At some point last August, I looked at what was happening and realized, if most of the time I meditate, I'm not actually doing the practice (the positive feeling loop thing), what am I even doing? It is not surprising that I am not making any progress. I had the stubborn belief that if I kept practicing, maybe this daydream thing would go away? But it had persisted for half a year.
I am now pretty sure this was just due to not sleeping well. Last year, I would often sleep at 2am and get up at 9am. Although the number of hours sounds fine, sleeping that late leads to much worse sleep quality for me. There were several brief periods where I slept earlier, and the daydream problem went away each time.
I no longer meditate unless I have had reasonable sleep quality the previous few days.
Aside: Fail (slightly more) loudly
This is probably hindsight bias, but I feel like I could have caught the feelings confusion issue earlier if I was more willing to say "this isn't working, I'm doing something wrong" to myself and the instructors. I probably felt that this would be embarrassing, both for myself and for them (?!). What if they thought that I thought that they were bad teachers? I would feel bad if they thought that.
Another reason is that all the messaging around accepting and letting go and how wanting the jhanas is counterproductive to reaching the jhanas made me think that I should try to have an accepting attitude toward my progress, which is directionally correct. However, I may have confused "accepting attitude" with faked optimism, and in talks with the instructors, I probably focused too much on things that could be construed as progress, instead of talking more about my doubts about how things were going and asking for help.
I have noticed myself doing the same thing during daily standups at work.
Mundane joy
A few years ago, I asked rational!Quirrell (GPT 3.5 Base simulation) for life advice, and in one branch of the Loom, he told me:
I've read some stories of people who, through doing the jhanas, became less interested in pleasurable activities, like eating dessert. It sounds like the experience of jhana can let you become more resistant to Lotuses and Junk. It's an elegant idea that I still find compelling: by making happiness abundant, you can better focus on the important things.

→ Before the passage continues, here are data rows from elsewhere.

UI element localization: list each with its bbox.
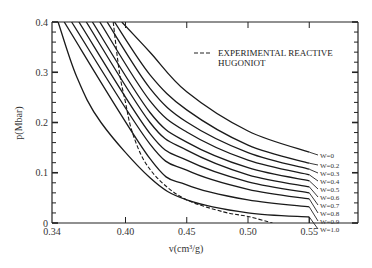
isentrope-curve-W-0-6 <box>86 22 309 187</box>
x-tick-label: 0.50 <box>239 226 257 237</box>
label-leader-line <box>309 199 318 213</box>
legend-label-line1: EXPERIMENTAL REACTIVE <box>218 48 333 58</box>
series-labels: W=0W=0.2W=0.3W=0.4W=0.5W=0.6W=0.7W=0.8W=… <box>309 152 340 234</box>
x-tick-label: 0.55 <box>301 226 319 237</box>
series-label: W=1.0 <box>320 226 340 234</box>
series-label: W=0.7 <box>320 202 340 210</box>
label-leader-line <box>309 175 318 181</box>
legend-label-line2: HUGONIOT <box>218 58 266 68</box>
series-label: W=0.8 <box>320 210 340 218</box>
series-label: W=0.4 <box>320 178 340 186</box>
x-tick-label: 0.40 <box>117 226 135 237</box>
y-axis-title: p(Mbar) <box>13 106 25 139</box>
series-label: W=0.2 <box>320 162 340 170</box>
series-label: W=0.3 <box>320 170 340 178</box>
y-tick-label: 0.2 <box>36 117 49 128</box>
label-leader-line <box>309 152 318 155</box>
series-label: W=0 <box>320 152 335 160</box>
series-label: W=0.6 <box>320 194 340 202</box>
hugoniot-chart: 00.10.20.30.40.340.400.450.500.55 W=0W=0… <box>0 0 372 268</box>
y-tick-label: 0.4 <box>36 17 49 28</box>
label-leader-line <box>309 163 318 165</box>
series-label: W=0.5 <box>320 186 340 194</box>
y-tick-label: 0.1 <box>36 167 49 178</box>
x-tick-label: 0.34 <box>43 226 61 237</box>
label-leader-line <box>309 169 318 173</box>
x-axis-title: v(cm³/g) <box>169 243 204 255</box>
label-leader-line <box>309 193 318 205</box>
y-tick-label: 0.3 <box>36 67 49 78</box>
legend: EXPERIMENTAL REACTIVE HUGONIOT <box>194 48 333 68</box>
series-label: W=0.9 <box>320 218 340 226</box>
x-tick-label: 0.45 <box>178 226 196 237</box>
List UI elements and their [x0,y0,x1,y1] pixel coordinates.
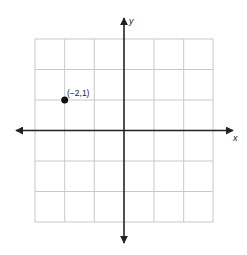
point-label: (−2,1) [67,88,90,98]
coordinate-plane: x y (−2,1) [0,0,247,255]
y-axis-label: y [128,16,134,26]
x-axis-label: x [232,133,238,143]
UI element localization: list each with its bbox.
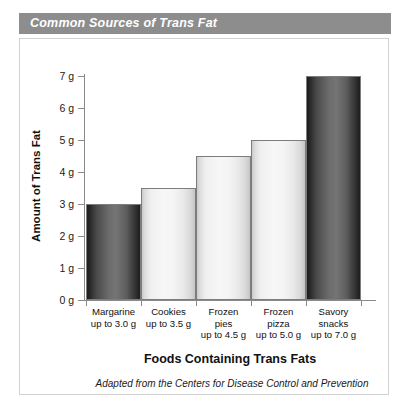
chart-title: Common Sources of Trans Fat [30, 16, 217, 30]
chart-title-bar: Common Sources of Trans Fat [19, 13, 391, 34]
chart-figure: Common Sources of Trans Fat 0 g 1 g 2 g … [0, 0, 406, 409]
chart-frame [19, 38, 389, 395]
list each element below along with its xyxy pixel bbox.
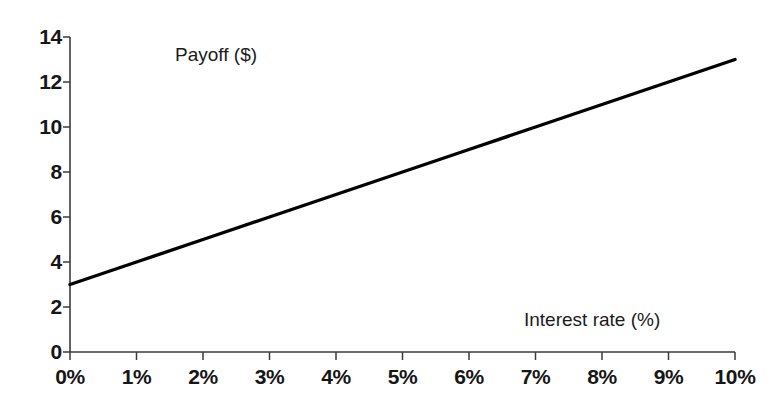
- x-axis-title: Interest rate (%): [524, 310, 660, 329]
- data-series: [70, 60, 735, 285]
- chart-canvas: 02468101214 0%1%2%3%4%5%6%7%8%9%10% Payo…: [0, 0, 773, 411]
- x-axis-tick-label: 10%: [690, 366, 773, 387]
- y-axis-tick-label: 8: [20, 161, 62, 182]
- y-axis-tick-label: 10: [20, 116, 62, 137]
- y-axis-tick-label: 14: [20, 26, 62, 47]
- y-axis-tick-label: 6: [20, 206, 62, 227]
- y-axis-tick-labels: 02468101214: [14, 37, 62, 352]
- y-axis-tick-label: 2: [20, 296, 62, 317]
- x-axis-tick-labels: 0%1%2%3%4%5%6%7%8%9%10%: [70, 366, 735, 396]
- chart-svg: [0, 0, 773, 411]
- y-axis-tick-label: 12: [20, 71, 62, 92]
- y-axis-tick-label: 0: [20, 341, 62, 362]
- y-axis-title: Payoff ($): [175, 45, 257, 64]
- y-axis-tick-label: 4: [20, 251, 62, 272]
- axes: [70, 37, 735, 352]
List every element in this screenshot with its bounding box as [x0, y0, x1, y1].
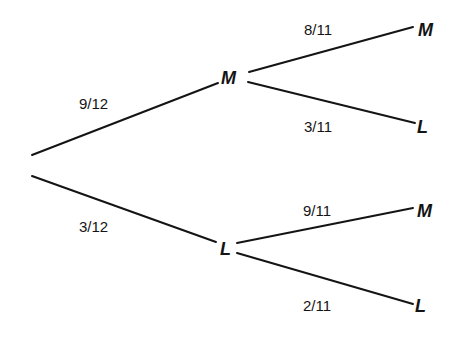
edge-M-to-L	[248, 82, 415, 123]
prob-label-first-M: 9/12	[79, 96, 108, 112]
prob-label-LL: 2/11	[303, 298, 331, 314]
node-LM: M	[417, 202, 432, 220]
node-MM: M	[418, 21, 433, 39]
node-first-M: M	[221, 69, 236, 87]
prob-label-MM: 8/11	[304, 22, 332, 38]
tree-edges	[0, 0, 455, 338]
node-LL: L	[415, 297, 426, 315]
node-ML: L	[417, 118, 428, 136]
prob-label-ML: 3/11	[304, 119, 332, 135]
node-first-L: L	[220, 240, 231, 258]
prob-label-first-L: 3/12	[79, 219, 108, 235]
edge-root-to-L	[32, 176, 216, 242]
edge-root-to-M	[32, 83, 218, 155]
prob-label-LM: 9/11	[303, 203, 331, 219]
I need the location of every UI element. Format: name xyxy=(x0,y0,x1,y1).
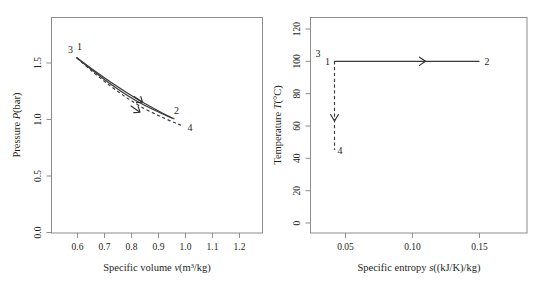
left-x-tick-label: 1.1 xyxy=(207,242,219,252)
right-point-label-3: 3 xyxy=(316,48,321,59)
left-y-axis-title: Pressure P(bar) xyxy=(11,92,23,158)
left-x-tick-labels: 0.6 0.7 0.8 0.9 1.0 1.1 1.2 xyxy=(72,242,246,252)
right-y-tick-label: 0 xyxy=(292,220,302,225)
right-point-label-4: 4 xyxy=(338,145,343,156)
left-arrow-3-4-icon xyxy=(131,106,140,113)
right-y-tick-label: 40 xyxy=(292,153,302,163)
left-plot-frame xyxy=(52,18,263,234)
left-x-tick-label: 0.7 xyxy=(99,242,111,252)
right-x-tick-label: 0.10 xyxy=(404,242,421,252)
right-y-tick-label: 120 xyxy=(292,22,302,37)
right-point-label-2: 2 xyxy=(485,56,490,67)
left-point-label-1: 1 xyxy=(77,41,82,52)
left-curve-1-2 xyxy=(77,58,174,119)
left-point-label-4: 4 xyxy=(188,122,193,133)
left-y-tick-label: 0.0 xyxy=(33,226,43,238)
thermodynamic-figure: 0.6 0.7 0.8 0.9 1.0 1.1 1.2 0.0 0.5 1.0 … xyxy=(0,0,548,292)
left-y-tick-label: 1.0 xyxy=(33,113,43,125)
right-x-tick-label: 0.15 xyxy=(471,242,488,252)
left-point-label-2: 2 xyxy=(174,105,179,116)
right-plot-frame xyxy=(311,18,528,234)
right-y-tick-label: 80 xyxy=(292,89,302,99)
right-point-label-1: 1 xyxy=(325,56,330,67)
right-y-tick-label: 60 xyxy=(292,121,302,131)
left-x-tick-label: 1.0 xyxy=(180,242,192,252)
left-x-tick-label: 0.6 xyxy=(72,242,84,252)
left-x-ticks xyxy=(78,233,240,238)
right-x-axis-title: Specific entropy s((kJ/K)/kg) xyxy=(357,262,481,274)
right-x-ticks xyxy=(346,233,480,238)
left-y-tick-label: 0.5 xyxy=(33,170,43,182)
right-x-tick-label: 0.05 xyxy=(337,242,354,252)
left-x-tick-label: 1.2 xyxy=(234,242,246,252)
right-y-ticks xyxy=(306,29,311,223)
left-curve-1-2-stroke xyxy=(77,58,169,117)
right-x-tick-labels: 0.05 0.10 0.15 xyxy=(337,242,488,252)
right-y-axis-title: Temperature T(°C) xyxy=(272,85,284,165)
left-x-tick-label: 0.8 xyxy=(126,242,138,252)
left-y-tick-label: 1.5 xyxy=(33,57,43,69)
right-y-tick-labels: 0 20 40 60 80 100 120 xyxy=(292,22,302,226)
left-y-tick-labels: 0.0 0.5 1.0 1.5 xyxy=(33,57,43,239)
right-panel-ts-diagram: 0.05 0.10 0.15 0 20 40 60 80 100 xyxy=(272,18,527,275)
left-panel-pv-diagram: 0.6 0.7 0.8 0.9 1.0 1.1 1.2 0.0 0.5 1.0 … xyxy=(11,18,263,275)
figure-canvas: 0.6 0.7 0.8 0.9 1.0 1.1 1.2 0.0 0.5 1.0 … xyxy=(0,0,548,292)
left-x-axis-title: Specific volume v(m³/kg) xyxy=(103,262,211,274)
right-y-tick-label: 20 xyxy=(292,186,302,196)
left-x-tick-label: 0.9 xyxy=(153,242,165,252)
left-y-ticks xyxy=(47,63,52,233)
left-point-label-3: 3 xyxy=(68,44,73,55)
right-y-tick-label: 100 xyxy=(292,54,302,69)
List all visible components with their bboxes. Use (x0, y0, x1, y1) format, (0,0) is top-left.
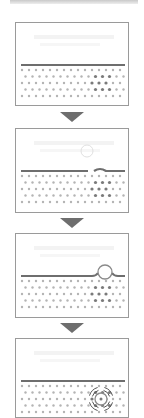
down-arrow-icon (60, 112, 84, 122)
lattice-diagram (16, 129, 129, 213)
step-panel-2 (15, 128, 129, 213)
lattice-diagram (16, 23, 129, 106)
down-arrow-icon (60, 323, 84, 333)
lattice-diagram (16, 339, 129, 418)
step-panel-4 (15, 338, 129, 418)
step-panel-1 (15, 22, 129, 106)
down-arrow-icon (60, 218, 84, 228)
previous-panel-edge (10, 0, 138, 4)
step-panel-3 (15, 233, 129, 318)
lattice-diagram (16, 234, 129, 318)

The jhanas turned out to be more difficult for me than I expected. But, from a default of feeling kind of bad on most days, I have become happier over the past year through mundane means, like taking a lot of walks (even small circles indoors help), cooking food that I like to eat, and various forms of play (ranging from reading very old books to trick-shotting pillows at chairs). Learning to feel my emotions more directly definitely helped with this. I more often notice when I feel bad, and then I try things to resolve it. Previously, I would just ignore it and keep feeling bad.
As I became happier on average, I no longer felt that desperate to experience the jhanas. But I still find the jhanas very cool and interesting, and will continue to practice. One thing I plan on trying next is experiments on reducing expectations and efforting.
Related posts
Here are two detailed success stories written by Jhourney attendees:
And here is one person who learned the jhanas on their own:
These are LessWrong posts about personal experiences with other interesting Buddhist states:
As well as warnings of the dangers of meditation:
Finally, these are some non-mystical models of Buddhist states:
This does sound awfully like the Patronus charm right? There was a day where I actually thought, hey, what if I used my Rejection of Death As The Natural Order as my happy thought and achieved the Jhanas? That would be the coolest rationalist moment. It didn't work. But I only tried once.